NEW YORK--Ten women, some of them in wigs, some without eyebrows or eyelashes, sat around a conference table spread with make-up. They were at a free "Improve Your Appearance" clinic at Cancer Care, Inc., where a cosmetician was demonstrating how make-up can improve the special beauty problems that come with chemotherapy.
The women watched intently as cosmetician Kathy Pomerance used a brush and powder to give a woman named Jeanette natural looking eyebrows. Jeanette was pleased. "They don't have experience with someone like me at the department stores," she said. "They just make you, you know, Joan Crawford eyebrows."
Looking normal while undergoing treatment is one of the problems cancer patients face, said Carolyn Messner, ACSW, BCD, director of education and training at Cancer Care. The agency was founded in 1944 to help cancer patients and their families cope with the impact of cancer. Today it is the largest agency in the country providing professional full-time social services as well as financial aid to cancer patients.

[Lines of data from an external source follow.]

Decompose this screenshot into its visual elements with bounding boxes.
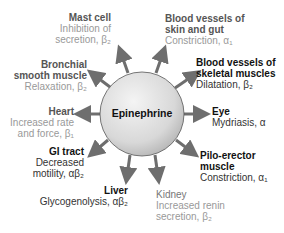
- center-label: Epinephrine: [100, 107, 184, 119]
- label-gi-tract: GI tract Decreased motility, αβ₂: [33, 146, 84, 179]
- arrow-kidney: [155, 155, 158, 176]
- arrow-bv-skin-gut: [156, 53, 163, 73]
- arrow-gi: [94, 140, 108, 152]
- label-liver: Liver Glycogenolysis, αβ₂: [40, 185, 128, 207]
- arrow-bronchial: [94, 75, 110, 87]
- label-kidney: Kidney Increased renin secretion, β₂: [156, 189, 225, 222]
- label-bv-skin-gut: Blood vessels of skin and gut Constricti…: [165, 13, 244, 46]
- arrow-pilo: [176, 140, 192, 152]
- label-bronchial: Bronchial smooth muscle Relaxation, β₂: [14, 59, 87, 92]
- label-mast-cell: Mast cell Inhibition of secretion, β₂: [55, 12, 111, 45]
- label-heart: Heart Increased rate and force, β₁: [10, 106, 74, 139]
- label-bv-skeletal: Blood vessels of skeletal muscles Dilata…: [196, 57, 276, 90]
- label-eye: Eye Mydriasis, α: [212, 106, 266, 128]
- arrow-liver: [127, 155, 130, 176]
- label-pilo-erector: Pilo-erector muscle Constriction, α₁: [200, 150, 268, 183]
- arrow-mast-cell: [121, 53, 128, 73]
- arrow-bv-skeletal: [175, 75, 194, 88]
- epinephrine-diagram: Epinephrine Mast cell Inhibition of secr…: [0, 0, 284, 233]
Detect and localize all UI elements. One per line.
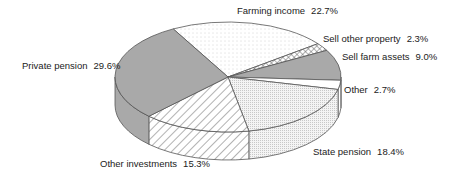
pie-top — [115, 22, 341, 132]
label-name: Other investments — [100, 158, 177, 169]
label-name: Private pension — [22, 60, 87, 71]
label-name: Sell farm assets — [342, 51, 410, 62]
label-name: State pension — [313, 146, 371, 157]
label-pct: 2.3% — [407, 33, 429, 44]
label-farming-income: Farming income22.7% — [237, 5, 338, 16]
label-pct: 9.0% — [416, 51, 438, 62]
label-sell-other-property: Sell other property2.3% — [323, 33, 428, 44]
label-name: Sell other property — [323, 33, 401, 44]
label-other: Other2.7% — [344, 84, 395, 95]
label-pct: 15.3% — [183, 158, 210, 169]
label-state-pension: State pension18.4% — [313, 146, 404, 157]
label-pct: 29.6% — [93, 60, 120, 71]
label-pct: 2.7% — [374, 84, 396, 95]
label-sell-farm-assets: Sell farm assets9.0% — [342, 51, 437, 62]
label-pct: 18.4% — [377, 146, 404, 157]
label-other-investments: Other investments15.3% — [100, 158, 210, 169]
label-name: Farming income — [237, 5, 305, 16]
label-name: Other — [344, 84, 368, 95]
label-pct: 22.7% — [311, 5, 338, 16]
label-private-pension: Private pension29.6% — [22, 60, 120, 71]
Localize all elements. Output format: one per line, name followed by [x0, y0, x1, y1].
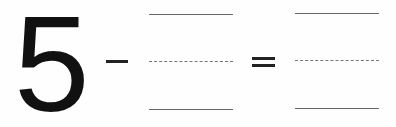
- mid-guide-line: [295, 60, 379, 61]
- minuend-digit: 5: [14, 0, 90, 127]
- equals-bar-bottom: [252, 64, 275, 67]
- top-guide-line: [295, 13, 379, 14]
- top-guide-line: [149, 14, 233, 15]
- difference-blank[interactable]: [295, 13, 379, 111]
- minus-sign: [106, 60, 128, 63]
- equals-bar-top: [252, 57, 275, 60]
- bottom-guide-line: [149, 109, 233, 110]
- bottom-guide-line: [295, 108, 379, 109]
- mid-guide-line: [149, 61, 233, 62]
- subtrahend-blank[interactable]: [149, 14, 233, 112]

"Cancer patients, in general, are much more functional than they were 10 or 20 years ago. They are able to go back to work full time and manage their family responsibilities," Ms. Messner said. "They have to be able to return to their social roles and the workplace looking like they have always looked. Make-up allows them to look like themselves--sometimes even better."
Cosmeticians, like hairdressers, get to hear their clients' innermost thoughts and feelings. "Working with the youngest women is the hardest," Ms. Pomerance said. "Their lives and their families' lives are changed so radically, so early."

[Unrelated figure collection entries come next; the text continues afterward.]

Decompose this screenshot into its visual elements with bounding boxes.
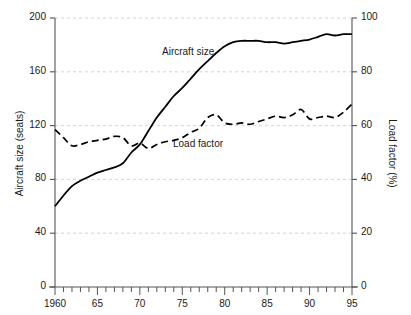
- y-axis-right-tick-label: 80: [361, 65, 401, 76]
- y-axis-left-title: Aircraft size (seats): [14, 84, 25, 224]
- x-axis-tick-label: 70: [120, 298, 160, 309]
- y-axis-right-tick-label: 20: [361, 226, 401, 237]
- x-axis-tick-label: 90: [290, 298, 330, 309]
- chart-container: Aircraft size (seats) Load factor (%) 04…: [0, 0, 411, 315]
- y-axis-right-title: Load factor (%): [387, 84, 398, 224]
- x-axis-tick-label: 65: [77, 298, 117, 309]
- y-axis-left-tick-label: 120: [6, 119, 46, 130]
- x-axis-tick-label: 80: [205, 298, 245, 309]
- y-axis-left-tick-label: 80: [6, 172, 46, 183]
- series-annotation-load-factor: Load factor: [173, 138, 223, 149]
- y-axis-right-tick-label: 60: [361, 119, 401, 130]
- series-line-aircraft-size: [55, 34, 352, 206]
- y-axis-left-tick-label: 0: [6, 280, 46, 291]
- x-axis-tick-label: 95: [332, 298, 372, 309]
- y-axis-left-tick-label: 160: [6, 65, 46, 76]
- axes-group: [49, 18, 358, 287]
- data-series-group: [55, 34, 352, 206]
- y-axis-right-tick-label: 100: [361, 11, 401, 22]
- axis-ticks-group: [50, 18, 357, 295]
- y-axis-right-tick-label: 40: [361, 172, 401, 183]
- y-axis-left-tick-label: 40: [6, 226, 46, 237]
- series-annotation-aircraft-size: Aircraft size: [162, 46, 214, 57]
- x-axis-tick-label: 75: [162, 298, 202, 309]
- y-axis-left-tick-label: 200: [6, 11, 46, 22]
- x-axis-tick-label: 85: [247, 298, 287, 309]
- x-axis-tick-label: 1960: [35, 298, 75, 309]
- y-axis-right-tick-label: 0: [361, 280, 401, 291]
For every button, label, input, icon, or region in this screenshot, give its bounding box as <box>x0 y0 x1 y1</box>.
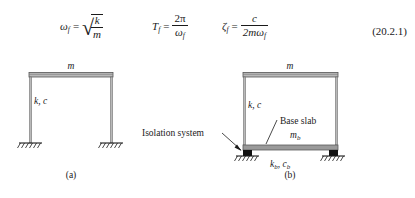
hatch <box>26 143 29 148</box>
hatch <box>329 156 332 161</box>
structural-diagram-svg: m k, c (a) <box>0 52 415 198</box>
equation-damping-zeta-f: ζf=c2mωf <box>222 14 268 41</box>
hatch <box>255 156 258 161</box>
base-slab-label: Base slab <box>280 116 316 126</box>
fraction-denominator: ωf <box>172 25 187 40</box>
hatch <box>111 143 114 148</box>
hatch <box>321 156 324 161</box>
equation-number: (20.2.1) <box>372 25 407 37</box>
hatch <box>30 143 33 148</box>
panel-a-stiffness-label: k, c <box>34 96 48 106</box>
hatch <box>235 156 238 161</box>
hatch <box>341 156 344 161</box>
beam-member <box>243 73 338 78</box>
fraction-c-over-2m-omega-f: c2mωf <box>241 13 268 40</box>
hatch <box>18 143 21 148</box>
hatch <box>247 156 250 161</box>
panel-b-left-column <box>244 77 246 145</box>
hatch <box>337 156 340 161</box>
hatch <box>119 143 122 148</box>
fraction-numerator: k <box>91 15 103 27</box>
panel-a-group: m k, c (a) <box>18 61 124 181</box>
fraction-numerator: c <box>241 13 268 25</box>
equals-sign: = <box>160 20 172 32</box>
equation-omega-f: ωf=√km <box>60 14 103 41</box>
base-slab-member <box>243 145 338 150</box>
hatch <box>333 156 336 161</box>
figure-page: ωf=√km Tf=2πωf ζf=c2mωf (20.2.1) <box>0 0 415 198</box>
zeta-f-symbol: ζf <box>222 20 229 32</box>
isolation-bearing-left <box>243 150 252 156</box>
fraction-denominator: 2mωf <box>241 25 268 40</box>
fraction-denominator: m <box>91 27 103 40</box>
hatch <box>251 156 254 161</box>
fraction-k-over-m: km <box>91 15 103 40</box>
panel-b-stiffness-label: k, c <box>248 100 262 110</box>
radicand: km <box>91 14 103 41</box>
isolation-bearing-right <box>329 150 338 156</box>
isolation-system-label: Isolation system <box>142 128 205 138</box>
hatch <box>22 143 25 148</box>
T-f-symbol: Tf <box>152 20 160 32</box>
equation-row: ωf=√km Tf=2πωf ζf=c2mωf (20.2.1) <box>0 6 415 48</box>
square-root: √km <box>82 14 103 41</box>
panel-a-mass-label: m <box>68 61 75 71</box>
base-slab-mass-symbol: mb <box>290 130 301 142</box>
beam-member <box>29 73 113 78</box>
hatch <box>38 143 41 148</box>
hatch <box>243 156 246 161</box>
panel-b-right-support <box>321 156 346 161</box>
panel-b-right-column <box>336 77 338 145</box>
equals-sign: = <box>229 20 241 32</box>
panel-a-beam <box>29 73 113 78</box>
figure-area: m k, c (a) <box>0 52 415 198</box>
panel-b-beam <box>243 73 338 78</box>
hatch <box>107 143 110 148</box>
fraction-2pi-over-omega-f: 2πωf <box>172 13 187 40</box>
panel-a-right-support <box>99 143 124 148</box>
base-slab-leader-line <box>266 120 277 144</box>
panel-b-mass-label: m <box>287 61 294 71</box>
panel-a-caption: (a) <box>66 170 77 181</box>
hatch <box>115 143 118 148</box>
panel-b-group: m k, c Base slab mb Isolation system kb,… <box>142 61 345 181</box>
hatch <box>99 143 102 148</box>
hatch <box>325 156 328 161</box>
omega-f-symbol: ωf <box>60 20 70 32</box>
hatch <box>239 156 242 161</box>
hatch <box>34 143 37 148</box>
panel-b-caption: (b) <box>284 170 295 181</box>
panel-a-right-column <box>111 77 113 143</box>
panel-a-left-column <box>30 77 32 143</box>
fraction-numerator: 2π <box>172 13 187 25</box>
equals-sign: = <box>70 20 82 32</box>
hatch <box>103 143 106 148</box>
equation-period-T-f: Tf=2πωf <box>152 14 188 41</box>
panel-b-left-support <box>235 156 260 161</box>
panel-a-left-support <box>18 143 43 148</box>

But none of the women, whatever their age, appear bitter," said Ms. Pomerance, a freelance make-up artist who specializes in paramedical camouflage (cosmetics for burn and accident victims) and does make-up at a Manhattan boutique for women who have had mastectomies. "What's gratifying is their enthusiasm. It's fun and exciting to see them looking healthier and feeling prettier," she said.
Ms. Pomerance was also enthusiastic as she talked to the women at the Cancer Care clinic. "Something else to think about when you're going through chemo is bright colors. Think bright! Don't be afraid to use color because it will counteract sallowness."